The Trump effect | WORLD
Logo
Sound journalism, grounded in facts and Biblical truth | Donate

The Trump effect


American politics doesn’t seem to be making any sense this year. A blustery billionaire is leading the pack for the Republican presidential nomination and widens his lead with every breathtaking transgression of rhetorical decorum.

But there are no uncaused events in God’s world. Something has produced what we may call “the Trump effect.” On the GOP side, there’s broad dissatisfaction with government in general and with the current administration in particular. (Democrats want more of it all.) When people lose confidence in the political system, they turn to a convincing boaster who doesn’t care much about the constitutional system but seems like he’ll make the trains run on time and kick butt at the border and beyond.

We have witnessed a steady succession of scandalous incompetences.

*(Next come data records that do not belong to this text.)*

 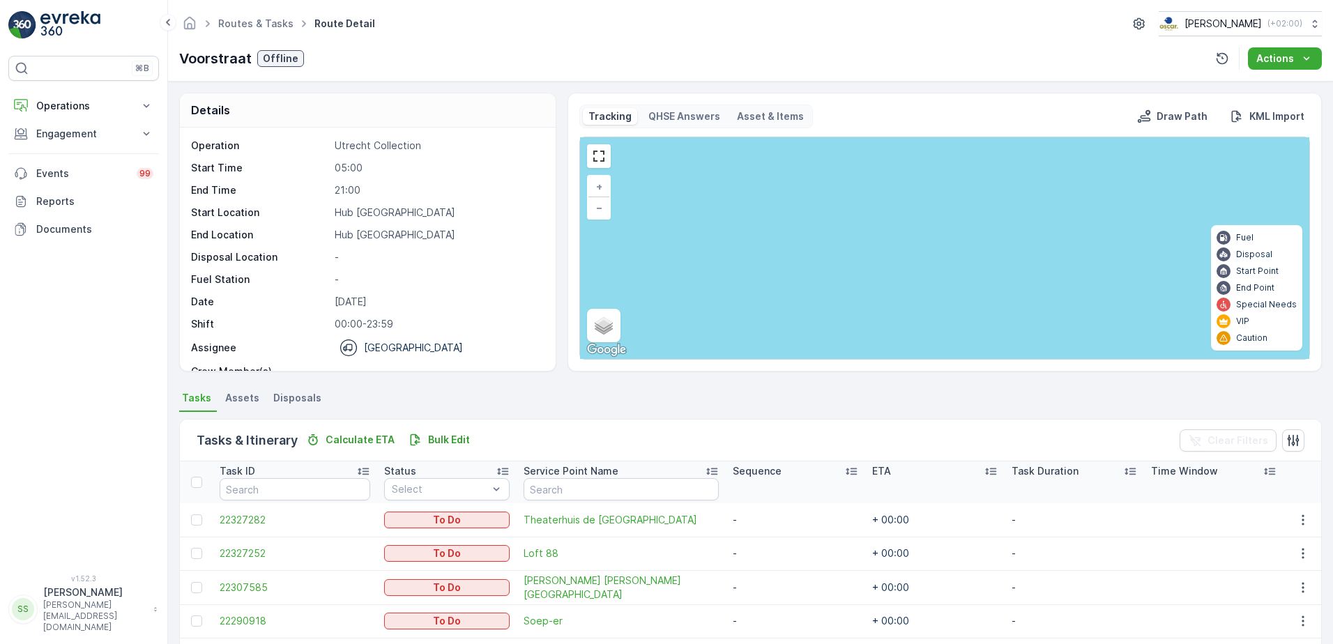 I want to click on p: ( +02:00 ), so click(x=1285, y=24).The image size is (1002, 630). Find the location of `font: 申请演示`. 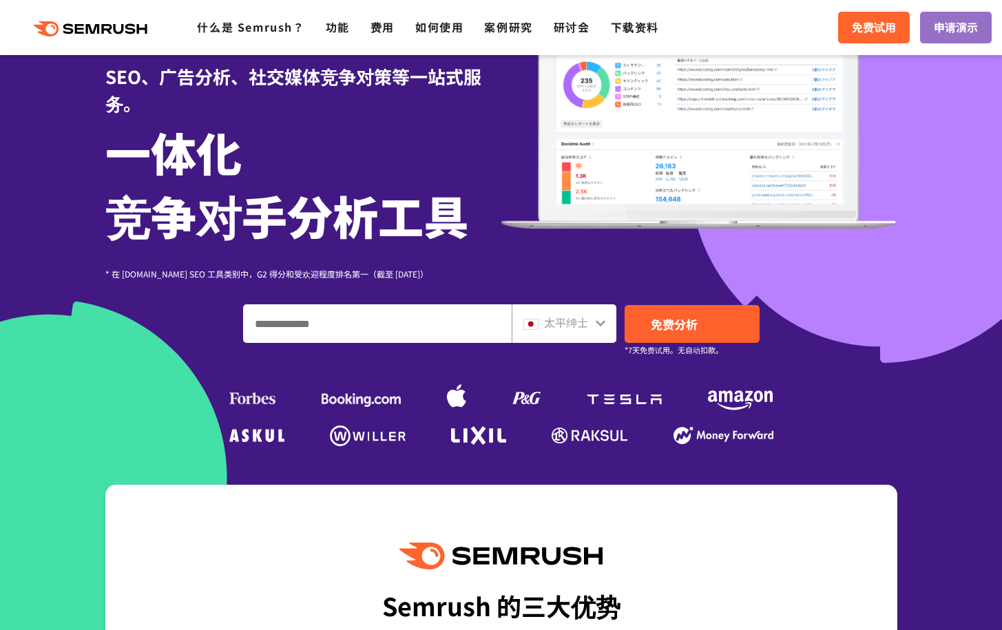

font: 申请演示 is located at coordinates (956, 27).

VA hospitals have let veterans die for administrative convenience. The General Services Administration treated itself to wildly expensive entertainments. Health and Human Services spent a billion dollars on a failed Obamacare website. But Donald Trump, the billionaire developer whom everyone knows from the TV show The Apprentice, says he will run the country like a business.

People sense that politicians primarily serve their financial backers. Former Secretary of State Hillary Clinton, only the grossest example, sold her services for extravagant speaker’s fees and donations to the Clinton Foundation, even from foreign governments. Trump makes no secret of his massive personal fortune to signal that he is his own man.

Our political leaders tiptoe around the Islamic aspect of the terror threat. President George W. Bush assured us that Islam is a “religion of peace” and spoke of a “War on Terror”—a war not on the enemy but on how our enemy attacked us. President Barack Obama took denial to a whole new level. Fighting al-Qaeda became the Overseas Contingency Operation, hiding the whole thing behind a cloud of lexical smoke. When Maj. Nidal Hasan killed 13 at Food Hood in Texas while shouting “Allahu Akbar,” the administration called it merely “workplace violence.” It was days after the San Bernardino massacre before Obama publicly recognized it as an act of terror, conceding only after the FBI forced his hand.

Most people can see that the terror problem is overwhelmingly a problem with radical Islam. They are tired of political correctness taking precedence over national and domestic security. Trump, by contrast, prides himself on being frank to the point of appalling rudeness.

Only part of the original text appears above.